In that therapy session, in that conversation with Greg, with the image of a 95 year old woman shuffling down the hallway as I am exasperated on the couch pillow with the idea of myself one day shuffling down the hallway after a therapy session I thought I wouldn’t need but choose to take – a light of awareness switched on inside of me.


In the years that have followed, this light has grown stronger. And I have learned how to sustain its glow.


The less I judge my experience, the brighter the light can shine. The more open I am to outcome, unexpected outcomes – outrageous outcomes – forgettable outcomes, the greater the capacity this light has to illuminate my truth.


And as Greg predicted, I have grown closer to who I am. I have gotten better at taking responsibility for my life. I am able to respond to my experiences exactly because I am more aware of my values and my vulnerabilities – because I look at them. I see them in the light and I experience them reflected back to me in every single on of my relationships.

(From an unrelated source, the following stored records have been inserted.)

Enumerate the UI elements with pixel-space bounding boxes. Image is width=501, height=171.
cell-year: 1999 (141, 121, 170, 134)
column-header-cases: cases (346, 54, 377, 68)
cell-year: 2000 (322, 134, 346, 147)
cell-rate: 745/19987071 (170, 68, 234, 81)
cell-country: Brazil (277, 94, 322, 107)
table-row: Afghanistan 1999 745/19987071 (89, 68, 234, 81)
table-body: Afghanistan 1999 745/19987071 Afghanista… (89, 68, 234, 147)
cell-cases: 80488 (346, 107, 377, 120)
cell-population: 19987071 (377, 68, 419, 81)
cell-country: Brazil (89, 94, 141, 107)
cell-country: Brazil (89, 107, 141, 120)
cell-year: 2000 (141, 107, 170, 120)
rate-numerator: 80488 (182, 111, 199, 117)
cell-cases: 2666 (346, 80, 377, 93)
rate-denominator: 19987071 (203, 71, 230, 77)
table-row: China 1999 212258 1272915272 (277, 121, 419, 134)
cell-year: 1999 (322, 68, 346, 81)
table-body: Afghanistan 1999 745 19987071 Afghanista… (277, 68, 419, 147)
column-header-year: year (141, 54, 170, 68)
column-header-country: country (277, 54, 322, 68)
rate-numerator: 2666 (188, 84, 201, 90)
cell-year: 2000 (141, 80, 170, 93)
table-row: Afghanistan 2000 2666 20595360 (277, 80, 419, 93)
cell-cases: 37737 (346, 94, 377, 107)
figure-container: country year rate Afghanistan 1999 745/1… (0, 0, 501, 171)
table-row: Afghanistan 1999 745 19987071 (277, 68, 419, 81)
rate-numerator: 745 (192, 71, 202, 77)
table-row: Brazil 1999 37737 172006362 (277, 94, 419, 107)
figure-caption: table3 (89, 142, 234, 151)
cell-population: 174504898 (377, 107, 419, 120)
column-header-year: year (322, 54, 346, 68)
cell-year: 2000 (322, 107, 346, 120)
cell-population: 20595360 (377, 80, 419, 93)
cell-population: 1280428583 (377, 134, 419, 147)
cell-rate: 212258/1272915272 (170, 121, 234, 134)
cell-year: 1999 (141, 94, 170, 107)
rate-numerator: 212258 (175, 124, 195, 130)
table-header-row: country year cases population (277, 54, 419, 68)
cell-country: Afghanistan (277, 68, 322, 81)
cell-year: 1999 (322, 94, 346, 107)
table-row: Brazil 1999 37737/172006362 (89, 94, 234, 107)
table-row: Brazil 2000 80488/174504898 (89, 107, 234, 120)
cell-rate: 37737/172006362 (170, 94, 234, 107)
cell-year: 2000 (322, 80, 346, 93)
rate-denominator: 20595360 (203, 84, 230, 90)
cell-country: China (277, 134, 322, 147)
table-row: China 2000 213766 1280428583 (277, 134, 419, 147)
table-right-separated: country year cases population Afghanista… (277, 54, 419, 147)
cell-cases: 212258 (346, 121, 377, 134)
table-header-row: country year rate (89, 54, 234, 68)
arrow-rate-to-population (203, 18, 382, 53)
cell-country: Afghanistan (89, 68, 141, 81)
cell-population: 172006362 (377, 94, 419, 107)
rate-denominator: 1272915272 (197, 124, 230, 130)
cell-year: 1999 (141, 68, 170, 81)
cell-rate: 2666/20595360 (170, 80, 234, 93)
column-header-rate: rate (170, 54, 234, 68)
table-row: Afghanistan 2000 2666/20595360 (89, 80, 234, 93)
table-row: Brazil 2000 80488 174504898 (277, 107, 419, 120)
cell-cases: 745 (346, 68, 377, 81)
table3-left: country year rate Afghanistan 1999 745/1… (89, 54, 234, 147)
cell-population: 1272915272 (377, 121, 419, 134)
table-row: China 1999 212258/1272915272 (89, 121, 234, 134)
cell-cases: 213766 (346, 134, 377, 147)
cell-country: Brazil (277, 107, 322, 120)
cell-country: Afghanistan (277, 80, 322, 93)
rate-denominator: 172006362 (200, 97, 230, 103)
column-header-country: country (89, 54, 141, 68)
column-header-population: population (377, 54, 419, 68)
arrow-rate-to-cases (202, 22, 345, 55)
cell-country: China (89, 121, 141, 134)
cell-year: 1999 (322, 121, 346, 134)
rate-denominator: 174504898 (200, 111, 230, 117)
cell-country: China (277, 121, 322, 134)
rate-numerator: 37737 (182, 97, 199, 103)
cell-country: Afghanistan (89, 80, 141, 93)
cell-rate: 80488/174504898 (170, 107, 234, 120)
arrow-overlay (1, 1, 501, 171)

I turned 49 years old a few months ago and I don’t have life all figured out. Though, these days, that doesn’t bother me. I don’t need or want to have life figured out.


I do need to shine a light on my lessons – and when I see them clearly for what they are, I keep them in the light of my awareness so that they can serve my growth. I am getting better at growing. Because when the light touches my questions, they turn into curiosities – and rather than being afraid of what I will find, I am enlivened by the possibility of what’s to come.


I know why Greg said he hoped I wouldn’t figure it all out – because when you believe you’ve figured it all out, you stop discovering. You close yourself off to learning. And parts of your life experience get stuck in the shadows. Growing through our lived experience is the great hope of our lives. Being alive in the light of awareness is the gift of aging – living in this light is where we can settle, know our own success, recover from our failure, sit with the uncertainty and finally find ourselves, even momentarily, at peace.